22 pages • 44 minutes read
Lucille CliftonA modern alternative to SparkNotes and CliffsNotes, SuperSummary offers high-quality Study Guides with detailed chapter summaries and analysis of major themes, characters, and more.
Throughout “September Suite,” Clifton gives names to the things Americans are grieving in the wake of the attacks. These range from big, abstract concepts (such as America as it once was in “Tuesday 9/11/01”) to specific individuals (firemen in “Thursday 9/13/01”) and the lasting pain of old injustices (treasonous memory in “Friday 9/14/01”). Each poem creates space for mourning behaviors: weeping, singing, praying, and feeling emotions like hate and love. Visually, lines and stanzas are cushioned with lots of white space on the page, either due to short lines, caesuras, or short stanzas. This white space provides breathing room for the reader while honoring the literal absences that come with loss of life. It is both kind and cruel of Clifton to not fill these spaces with flowery words and condolences, instead inviting us to feel them with her.
A plurality of collectives appears in these poems: Americans, African Americans, Arab Americans, Muslim Americans, Arab children, ancient people, and future generations. Collective grief transforms: a persecuted man into a beloved one in “Saturday 9/15/01,” and ordinary Americans call for more blood in “Tuesday 9/12/01.” Clifton takes the reader on a journey through grieving and all of its unpredictable, nonsensical consequences. The structure of this manuscript suggests that the only way out of collective grief is to feel it and hold space.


What to produce: Copy out all the data, word for word.
──────────
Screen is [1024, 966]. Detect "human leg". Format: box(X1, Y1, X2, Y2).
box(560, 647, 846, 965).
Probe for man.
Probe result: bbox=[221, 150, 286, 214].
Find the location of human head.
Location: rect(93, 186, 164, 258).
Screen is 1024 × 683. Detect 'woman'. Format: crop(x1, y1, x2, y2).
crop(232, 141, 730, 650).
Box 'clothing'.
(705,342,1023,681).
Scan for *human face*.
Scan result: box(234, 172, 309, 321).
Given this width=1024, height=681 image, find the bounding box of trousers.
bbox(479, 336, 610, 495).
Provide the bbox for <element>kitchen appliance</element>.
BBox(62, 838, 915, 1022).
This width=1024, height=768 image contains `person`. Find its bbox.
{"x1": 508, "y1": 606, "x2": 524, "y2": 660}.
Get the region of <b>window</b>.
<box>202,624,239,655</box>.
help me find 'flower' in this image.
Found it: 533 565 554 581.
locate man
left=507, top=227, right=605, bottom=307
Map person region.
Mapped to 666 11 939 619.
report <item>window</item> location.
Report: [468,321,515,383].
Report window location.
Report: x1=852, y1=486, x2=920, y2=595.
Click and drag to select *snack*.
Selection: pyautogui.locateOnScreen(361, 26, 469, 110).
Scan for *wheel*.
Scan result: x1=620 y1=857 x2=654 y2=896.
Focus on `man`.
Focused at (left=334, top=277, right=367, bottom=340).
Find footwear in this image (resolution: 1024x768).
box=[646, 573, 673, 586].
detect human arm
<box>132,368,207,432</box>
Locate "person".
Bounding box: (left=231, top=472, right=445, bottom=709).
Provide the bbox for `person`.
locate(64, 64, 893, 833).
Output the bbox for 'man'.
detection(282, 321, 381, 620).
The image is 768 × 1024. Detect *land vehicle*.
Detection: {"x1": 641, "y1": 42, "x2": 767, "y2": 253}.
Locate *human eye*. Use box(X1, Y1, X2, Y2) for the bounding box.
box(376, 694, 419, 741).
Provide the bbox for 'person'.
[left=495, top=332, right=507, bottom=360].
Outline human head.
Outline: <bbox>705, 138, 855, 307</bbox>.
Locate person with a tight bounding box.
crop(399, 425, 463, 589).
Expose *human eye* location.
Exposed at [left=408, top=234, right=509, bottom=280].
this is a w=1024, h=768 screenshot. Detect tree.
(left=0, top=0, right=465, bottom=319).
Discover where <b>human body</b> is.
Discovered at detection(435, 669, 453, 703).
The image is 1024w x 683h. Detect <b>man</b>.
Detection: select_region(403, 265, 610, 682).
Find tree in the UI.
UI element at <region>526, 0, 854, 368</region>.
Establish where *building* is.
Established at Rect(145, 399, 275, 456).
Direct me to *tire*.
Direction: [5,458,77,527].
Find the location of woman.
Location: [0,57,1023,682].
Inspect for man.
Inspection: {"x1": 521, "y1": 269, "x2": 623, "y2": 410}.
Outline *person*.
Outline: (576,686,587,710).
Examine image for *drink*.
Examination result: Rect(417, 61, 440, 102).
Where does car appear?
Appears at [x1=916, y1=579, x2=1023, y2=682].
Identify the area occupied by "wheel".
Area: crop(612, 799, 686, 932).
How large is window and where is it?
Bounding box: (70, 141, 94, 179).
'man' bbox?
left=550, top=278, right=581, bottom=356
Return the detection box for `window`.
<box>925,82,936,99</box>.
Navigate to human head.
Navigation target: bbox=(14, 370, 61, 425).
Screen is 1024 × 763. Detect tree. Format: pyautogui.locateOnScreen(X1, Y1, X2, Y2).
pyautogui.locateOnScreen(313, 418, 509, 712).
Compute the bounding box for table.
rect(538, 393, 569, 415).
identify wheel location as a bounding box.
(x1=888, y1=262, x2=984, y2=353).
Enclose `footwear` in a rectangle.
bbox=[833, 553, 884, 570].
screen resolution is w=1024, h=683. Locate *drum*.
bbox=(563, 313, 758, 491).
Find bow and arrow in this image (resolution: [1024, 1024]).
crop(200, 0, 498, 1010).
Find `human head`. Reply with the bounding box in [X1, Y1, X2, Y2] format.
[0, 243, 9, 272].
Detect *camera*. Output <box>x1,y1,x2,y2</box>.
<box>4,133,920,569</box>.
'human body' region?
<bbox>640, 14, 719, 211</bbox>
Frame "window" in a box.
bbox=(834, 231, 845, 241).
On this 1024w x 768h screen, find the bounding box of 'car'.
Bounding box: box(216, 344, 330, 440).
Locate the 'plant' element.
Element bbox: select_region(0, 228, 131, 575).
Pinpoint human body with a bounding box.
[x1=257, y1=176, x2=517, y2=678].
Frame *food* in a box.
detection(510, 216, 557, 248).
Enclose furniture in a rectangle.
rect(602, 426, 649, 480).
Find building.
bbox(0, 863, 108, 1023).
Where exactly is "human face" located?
──────────
Task solution:
Screen is [1024, 966]. Detect "human leg". Format: box(X1, Y1, X2, Y2).
box(560, 647, 846, 965).
Probe for man.
Probe result: bbox=[221, 150, 286, 214].
Find the location of human head.
Location: rect(93, 186, 164, 258).
Screen is 1024 × 683. Detect 'woman'. Format: crop(x1, y1, x2, y2).
crop(232, 141, 730, 650).
Box 'clothing'.
(705,342,1023,681).
Scan for *human face*.
Scan result: box(234, 172, 309, 321).
Given this width=1024, height=681 image, find the bounding box of trousers.
bbox(479, 336, 610, 495).
Provide the bbox for <element>kitchen appliance</element>.
BBox(62, 838, 915, 1022).
This width=1024, height=768 image contains `person`. Find its bbox.
{"x1": 508, "y1": 606, "x2": 524, "y2": 660}.
Get the region of <b>window</b>.
<box>202,624,239,655</box>.
help me find 'flower' in this image.
Found it: 533 565 554 581.
locate man
left=507, top=227, right=605, bottom=307
Map person region.
Mapped to 666 11 939 619.
report <item>window</item> location.
Report: [468,321,515,383].
Report window location.
Report: x1=852, y1=486, x2=920, y2=595.
Click and drag to select *snack*.
Selection: pyautogui.locateOnScreen(361, 26, 469, 110).
Scan for *wheel*.
Scan result: x1=620 y1=857 x2=654 y2=896.
Focus on `man`.
Focused at (left=334, top=277, right=367, bottom=340).
Find footwear in this image (resolution: 1024x768).
box=[646, 573, 673, 586].
detect human arm
<box>132,368,207,432</box>
Locate "person".
Bounding box: (left=231, top=472, right=445, bottom=709).
Provide the bbox for `person`.
locate(64, 64, 893, 833).
Output the bbox for 'man'.
detection(282, 321, 381, 620).
The image is 768 × 1024. Detect *land vehicle*.
Detection: {"x1": 641, "y1": 42, "x2": 767, "y2": 253}.
Locate *human eye*. Use box(X1, Y1, X2, Y2) for the bounding box.
box(376, 694, 419, 741).
Provide the bbox for 'person'.
[left=495, top=332, right=507, bottom=360].
Outline human head.
Outline: <bbox>705, 138, 855, 307</bbox>.
Locate person with a tight bounding box.
crop(399, 425, 463, 589).
Expose *human eye* location.
Exposed at [left=408, top=234, right=509, bottom=280].
this is a w=1024, h=768 screenshot. Detect tree.
(left=0, top=0, right=465, bottom=319).
Discover where <b>human body</b> is.
Discovered at detection(435, 669, 453, 703).
The image is 1024w x 683h. Detect <b>man</b>.
Detection: select_region(403, 265, 610, 682).
Find tree in the UI.
UI element at <region>526, 0, 854, 368</region>.
Establish where *building* is.
Established at Rect(145, 399, 275, 456).
Direct me to *tire*.
Direction: [5,458,77,527].
Find the location of woman.
Location: [0,57,1023,682].
Inspect for man.
Inspection: {"x1": 521, "y1": 269, "x2": 623, "y2": 410}.
Outline *person*.
Outline: (576,686,587,710).
Examine image for *drink*.
Examination result: Rect(417, 61, 440, 102).
Where does car appear?
Appears at [x1=916, y1=579, x2=1023, y2=682].
Identify the area occupied by "wheel".
Area: crop(612, 799, 686, 932).
How large is window and where is it?
Bounding box: (70, 141, 94, 179).
'man' bbox?
left=550, top=278, right=581, bottom=356
Return the detection box for `window`.
<box>925,82,936,99</box>.
Navigate to human head.
Navigation target: bbox=(14, 370, 61, 425).
Screen is 1024 × 763. Detect tree. Format: pyautogui.locateOnScreen(X1, Y1, X2, Y2).
pyautogui.locateOnScreen(313, 418, 509, 712).
Compute the bounding box for table.
rect(538, 393, 569, 415).
identify wheel location as a bounding box.
(x1=888, y1=262, x2=984, y2=353).
Enclose `footwear` in a rectangle.
bbox=[833, 553, 884, 570].
screen resolution is w=1024, h=683. Locate *drum*.
bbox=(563, 313, 758, 491).
Find bow and arrow in this image (resolution: [1024, 1024]).
crop(200, 0, 498, 1010).
Find `human head`. Reply with the bounding box in [X1, Y1, X2, Y2] format.
[0, 243, 9, 272].
Detect *camera*. Output <box>x1,y1,x2,y2</box>.
<box>4,133,920,569</box>.
'human body' region?
<bbox>640, 14, 719, 211</bbox>
Frame "window" in a box.
bbox=(834, 231, 845, 241).
On this 1024w x 768h screen, find the bounding box of 'car'.
Bounding box: box(216, 344, 330, 440).
Locate the 'plant' element.
Element bbox: select_region(0, 228, 131, 575).
Pinpoint human body with a bounding box.
[x1=257, y1=176, x2=517, y2=678].
Frame *food* in a box.
detection(510, 216, 557, 248).
Enclose furniture in a rectangle.
rect(602, 426, 649, 480).
Find building.
bbox(0, 863, 108, 1023).
Where exactly is "human face" located?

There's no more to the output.